Why I long for life in years gone by

The different faces of Esther Wangari Karanja, 81, during the interview. Photos/MICHAEL MUTE

What you need to know:

  • The perspective of an 81-year-old great grandmother on the woes facing country

Were Esther Wangari Karanja to have her way, she would want a country where everyone lives and loves everyone else without discrimination; where all co-exist, working together for the good of Kenya and sharing equitably all that Kenya has to offer.

In fact if she could live her life all over again, the 81-year-old mother, grandmother and great grandmother many times over, would want to live out her second chance in pre-independence Kenya and maybe a tiny bit in the first few years of independence.

Born in Kipkelyon in 1928, Wangari has seen Kenya go through the bad, the beautiful and the ugly of times. She remembers with nostalgia her early years; the period between 1940 to 1952 living and working among the Kipsigis in Sotik, where her parents settled from Rwathia in Murang’a.

Different tongue

In those days, she said, all the people of Kenya were one. They did not even have distinctive tribal names for one another, they used whatever endearment or epithet they felt best described a person who spoke a different tongue or behaved in a manner not familiar to them.

Regrettably those names would later, with the advent of the white man and the enlightening of some Africans, be termed derogatory.

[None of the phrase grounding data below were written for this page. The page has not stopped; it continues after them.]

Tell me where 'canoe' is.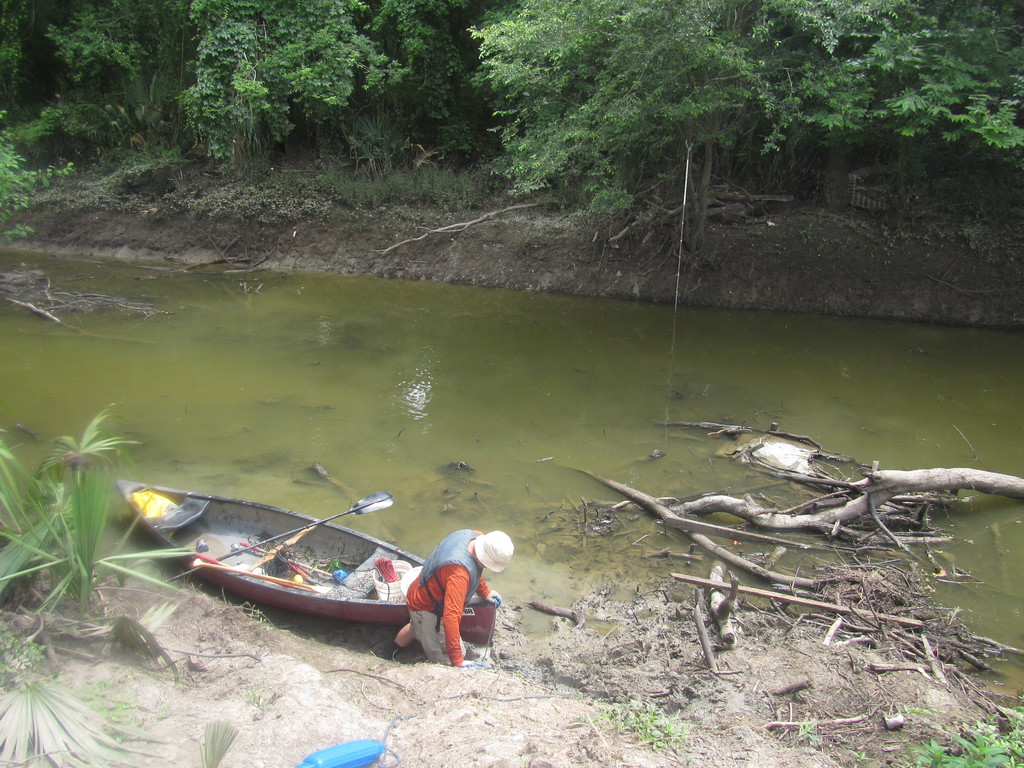
'canoe' is at (x1=117, y1=477, x2=495, y2=644).
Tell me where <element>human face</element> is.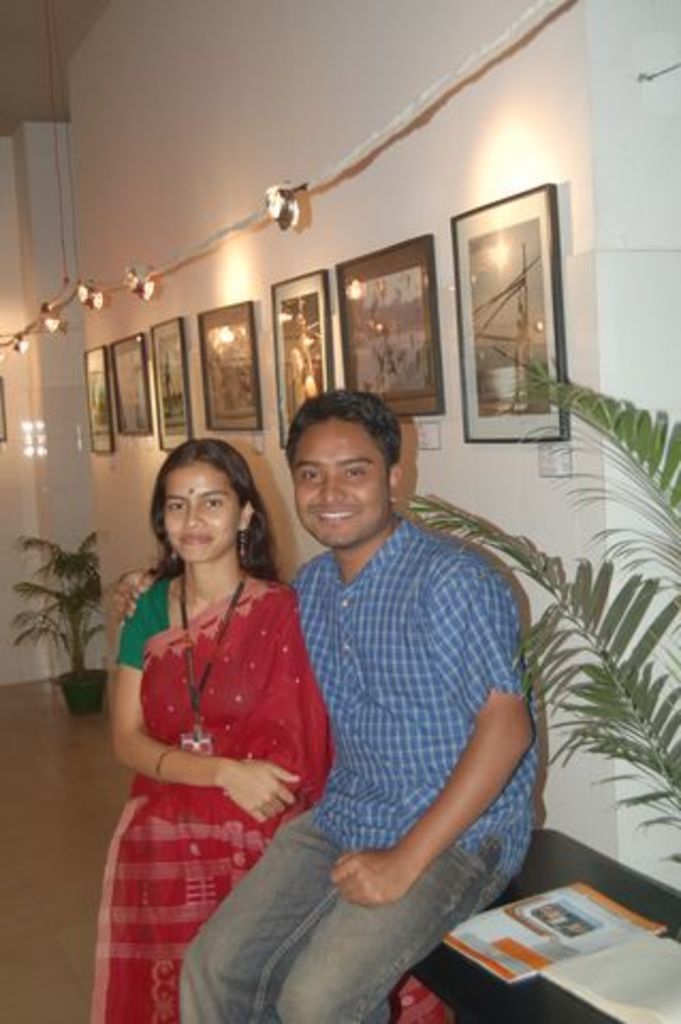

According to her everyone, the Kikuyu, the Luhya, Luo, Kipsigis and other tribes lived and worked happily together. She recalled how when working on the flower farms in Sotik, the communities who were separated only by cultural differences in that they built their settlements according to their culture, dressed and stayed together in clusters, were not divided or biased against one another.

She said they came together in times of tragedy to mourn and in joy to celebrate as one.

Then the country was a haven of peace and security. She told how as young women and men, they roamed the villages for miles at night, going from dance to dance without fear.

There was absolutely nothing to fear she said, because everyone was a friend and the only cases of theft they knew was that of goats and sheep and even then, if someone was caught driving out another’s animals, the thief just walked away to try another day.

That is the kind of country she dreams of. But life was not always a bed of roses the white man brought with him restrictions on movement and forced the people to work on the farms.

She hated the slave labour and meagre wages—between Sh4 and Sh8 annually—everyone received at the end of one whole year of backbreaking work. But make no mistake, when that shilling came, it went a long way, buying delicacies like sugar and necessities like clothes for the family.

“We were like one big happy family, sharing what little we had. At night during the full moon, we trekked long distances visiting one another. No one would dare stop you. There were no thieves even the police were friendly and helpful. There was joy and peace all around”

She recalled how returning home one day, she found her young son on the verge of death. The boy, Gacheru had gone without food for days while his mother and others were in the forest searching for the Mau Mau as ordered by the Colonial masters.

“When I saw him lying there, I knew he would die if I did not work fast,” she said she ran to the nearest shop without a coin in her hand and asked for bread and milk, then ran back passing through a restricted area and got home just in time to save her dying son.

“There were home guards, mainly Kipsigis, along the way but they did not stop me. They sensed I was in trouble so they left me alone. The shopkeeper, a man I had never seen before also sensed my distress and chose to help without question. Because of them, my son is alive today,” Esther said

Today Esther laments, that people, especially women and children, die everyday because of hunger. They have no food to eat because a few greedy people have taken all there is and those that survive the hunger die in unnecessary tribal wars.

Tribal lines

She wonders why Kenyans are so polarised along tribal lines yet many, especially those in leadership positions, were born and raised in an era where tribal animosity was unheard of.

She is not convinced that a people who have lived side by side for decades could suddenly turn around to maim and kill one another no matter what the circumstances. She, like many other people believe the so-called tribal clashes are nothing but the product of an inciting and hateful few, who want to benefit from the loss of others.

In her opinion, these evil people have been able to thrive and carry out their schemes because of a lack of sound leadership at the top and a police force that is compromised.

Comparing the leaders of today and the tribal chiefs who reigned in the olden days like the late chief Kinyanjui wa Gathirimu, Waiyaki wa Hinga and those that came after them in the colonial days, she said the leaders of today lack wisdom- a requisite quality of a bonafide leader.